WASHINGTON, D.C.: Mosaic Theater Company of D.C. has announced its 2016–17 season, the company’s second.
“It’s absolutely amazing that we can talk about a second season for Mosaic and look at the unfolding of expanded horizons,” said founding artistic director Ari Roth in a statement. “We’re a start-up that started big and with a bang that now moves forward, broadening our focus tonally and thematically, embracing the comic and the clamorous. The voices heard in season two are muscular and musical, with all the verve and swagger and audacity of alternative communities, which comprise an expressive part of our Mosaic.”
The season will start with Terry Teachout’s Satchmo at the Waldorf (Aug. 25–Oct. 2), about one of Louis Armstrong’s final performances at the Waldorf Astoria in 1971. Craig Wallace will star, and Eleanor Holdridge will direct.

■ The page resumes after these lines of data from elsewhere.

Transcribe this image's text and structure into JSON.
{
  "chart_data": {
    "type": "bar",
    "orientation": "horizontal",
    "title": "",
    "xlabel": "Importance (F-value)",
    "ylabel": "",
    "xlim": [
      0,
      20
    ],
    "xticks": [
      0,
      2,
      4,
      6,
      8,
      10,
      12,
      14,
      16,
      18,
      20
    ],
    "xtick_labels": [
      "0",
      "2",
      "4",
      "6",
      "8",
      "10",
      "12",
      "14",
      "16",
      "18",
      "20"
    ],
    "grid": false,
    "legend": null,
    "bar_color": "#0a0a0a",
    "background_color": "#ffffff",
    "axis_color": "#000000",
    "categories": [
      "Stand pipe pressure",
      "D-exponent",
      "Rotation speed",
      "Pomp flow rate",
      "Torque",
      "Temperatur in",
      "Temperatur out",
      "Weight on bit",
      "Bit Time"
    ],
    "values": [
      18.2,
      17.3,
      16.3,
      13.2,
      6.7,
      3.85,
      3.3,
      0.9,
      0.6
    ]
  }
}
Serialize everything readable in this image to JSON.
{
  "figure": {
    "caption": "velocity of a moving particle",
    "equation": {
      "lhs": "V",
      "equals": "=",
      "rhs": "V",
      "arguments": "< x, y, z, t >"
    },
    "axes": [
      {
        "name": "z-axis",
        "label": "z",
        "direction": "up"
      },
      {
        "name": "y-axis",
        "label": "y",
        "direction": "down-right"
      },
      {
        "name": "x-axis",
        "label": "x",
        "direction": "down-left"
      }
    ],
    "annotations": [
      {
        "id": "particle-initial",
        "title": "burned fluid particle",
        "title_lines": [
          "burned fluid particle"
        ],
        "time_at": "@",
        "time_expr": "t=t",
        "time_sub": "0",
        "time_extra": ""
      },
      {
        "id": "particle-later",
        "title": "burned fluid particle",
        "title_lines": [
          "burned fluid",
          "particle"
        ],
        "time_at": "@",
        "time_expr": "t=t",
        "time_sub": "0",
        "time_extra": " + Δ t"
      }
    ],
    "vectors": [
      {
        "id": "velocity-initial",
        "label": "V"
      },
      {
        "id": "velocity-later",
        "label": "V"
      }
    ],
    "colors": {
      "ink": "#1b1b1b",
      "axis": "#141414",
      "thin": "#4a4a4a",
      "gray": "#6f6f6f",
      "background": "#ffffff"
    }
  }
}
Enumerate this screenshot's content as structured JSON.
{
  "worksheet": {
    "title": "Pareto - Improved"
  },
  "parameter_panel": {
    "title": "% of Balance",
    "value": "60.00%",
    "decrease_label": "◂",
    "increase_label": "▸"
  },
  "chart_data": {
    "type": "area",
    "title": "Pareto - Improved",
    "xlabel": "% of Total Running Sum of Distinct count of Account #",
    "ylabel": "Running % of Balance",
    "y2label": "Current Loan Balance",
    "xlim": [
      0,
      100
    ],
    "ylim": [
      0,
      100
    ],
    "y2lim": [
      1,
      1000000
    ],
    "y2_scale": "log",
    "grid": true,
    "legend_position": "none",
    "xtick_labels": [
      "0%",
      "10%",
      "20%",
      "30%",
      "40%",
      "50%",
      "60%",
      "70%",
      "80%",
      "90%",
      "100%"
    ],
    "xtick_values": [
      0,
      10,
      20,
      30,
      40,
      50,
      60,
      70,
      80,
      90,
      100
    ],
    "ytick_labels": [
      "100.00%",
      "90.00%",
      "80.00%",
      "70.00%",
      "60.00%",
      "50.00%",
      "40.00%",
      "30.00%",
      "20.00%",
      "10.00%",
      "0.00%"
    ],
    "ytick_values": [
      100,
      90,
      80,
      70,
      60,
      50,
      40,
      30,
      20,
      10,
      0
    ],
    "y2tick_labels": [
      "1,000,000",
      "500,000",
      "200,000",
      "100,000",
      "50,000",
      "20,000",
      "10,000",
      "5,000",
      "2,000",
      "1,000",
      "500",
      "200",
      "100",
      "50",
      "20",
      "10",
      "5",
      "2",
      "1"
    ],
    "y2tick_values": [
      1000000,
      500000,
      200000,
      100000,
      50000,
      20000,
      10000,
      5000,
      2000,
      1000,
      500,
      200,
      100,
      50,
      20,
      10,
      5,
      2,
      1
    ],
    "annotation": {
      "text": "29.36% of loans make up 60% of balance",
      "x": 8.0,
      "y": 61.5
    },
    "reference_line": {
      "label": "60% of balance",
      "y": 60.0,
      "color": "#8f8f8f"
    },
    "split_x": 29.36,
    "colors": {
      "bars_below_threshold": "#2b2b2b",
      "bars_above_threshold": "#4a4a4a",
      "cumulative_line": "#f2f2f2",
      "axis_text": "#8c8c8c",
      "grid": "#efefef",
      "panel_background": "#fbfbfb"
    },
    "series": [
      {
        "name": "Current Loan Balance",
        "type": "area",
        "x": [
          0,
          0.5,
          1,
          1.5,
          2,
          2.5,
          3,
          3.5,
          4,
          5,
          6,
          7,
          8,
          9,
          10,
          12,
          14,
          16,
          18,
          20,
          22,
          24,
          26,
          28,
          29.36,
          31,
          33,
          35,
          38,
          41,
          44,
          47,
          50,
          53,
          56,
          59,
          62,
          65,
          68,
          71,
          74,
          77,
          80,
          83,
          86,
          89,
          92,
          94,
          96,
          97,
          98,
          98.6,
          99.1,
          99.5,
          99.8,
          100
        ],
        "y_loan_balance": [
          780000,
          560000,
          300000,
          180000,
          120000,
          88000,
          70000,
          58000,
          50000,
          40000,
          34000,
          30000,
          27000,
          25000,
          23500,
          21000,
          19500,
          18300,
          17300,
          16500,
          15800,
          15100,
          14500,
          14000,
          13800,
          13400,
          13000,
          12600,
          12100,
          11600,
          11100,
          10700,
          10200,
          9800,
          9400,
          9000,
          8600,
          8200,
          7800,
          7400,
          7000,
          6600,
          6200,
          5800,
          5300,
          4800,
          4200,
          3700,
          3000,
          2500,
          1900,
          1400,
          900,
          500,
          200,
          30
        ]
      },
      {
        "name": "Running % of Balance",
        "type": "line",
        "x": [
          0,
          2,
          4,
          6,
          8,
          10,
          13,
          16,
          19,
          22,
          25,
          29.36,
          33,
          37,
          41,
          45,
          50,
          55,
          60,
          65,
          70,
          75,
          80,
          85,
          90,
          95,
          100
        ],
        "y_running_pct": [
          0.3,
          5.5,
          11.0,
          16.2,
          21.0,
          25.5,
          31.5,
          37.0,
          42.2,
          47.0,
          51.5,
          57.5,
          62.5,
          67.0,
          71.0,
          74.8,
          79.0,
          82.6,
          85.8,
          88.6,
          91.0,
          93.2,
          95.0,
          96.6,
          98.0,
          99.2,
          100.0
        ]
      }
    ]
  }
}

Next up will be Milk Like Sugar (Nov. 2–27), by Kirsten Greenidge, about a young girl pressured to join her friends in a pregnancy pact. Jennifer L. Nelson will direct.
Following will be Charm (Jan. 4–29, 2017), by Philip Dawkins. Inspired by real-life Miss Gloria Allen, the play is about a 67-year-old transgender woman who teaches at a center for homeless and LGBTQ youth in Chicago, Natsu Onoda Power will direct.
The season will continue with the world premiere of Hooded: Or Being Black for Dummies (Jan. 25–Feb. 19, 2017), by Tearrance Arvelle Chisholm, a comedy about a prep school student and a drop out from inner-city Baltimore who meet in a holding cell where they are both detained. Serge Seiden will direct.
Next up will be Athol Fugard’s The Blood Knot (March 29–April 30, 2017), as part of Mosaic’s South Africa: Then & Now series, about a light-skinned black man “passing” as white by pretending to be brothers with his darker-skinned friend. Joy Zinoman will direct.
A Human Died That Night (April 7–30, 2017) will run in repertory with The Blood Knot. Adapted by Nicholas Wright from the book by Pumla Gobodo-Madikizela, the story is about an African psychologist’s gripping interrogations of Apartheid-era torturer and assassin Eugene de Kock.
Also part of the season will be the Voices From a Changing Middle East Festival, featuring Gilad Evron’s Ulysses On Bottles (May 18–June 11, 2017), about an Israeli-Arab ex-teacher, nicknamed Ulysses, who attempts to sail into Gaza on a raft made of plastic bottles during the fallout.
The festival will also include the American premiere of The Return (Oved Shabbat) (June 8–July 2, 2017), by Hanna Eady and Edward Mast, about the rising tensions between a Palestinian mechanic and a conflicted Israeli-Jewish woman at a run-down automobile repair shop in Herzliya.
Mosaic Theater Company of D.C., founded in 2015, is committed to producing socially relevant and transformative theatre from authors on the front lines of conflict zones.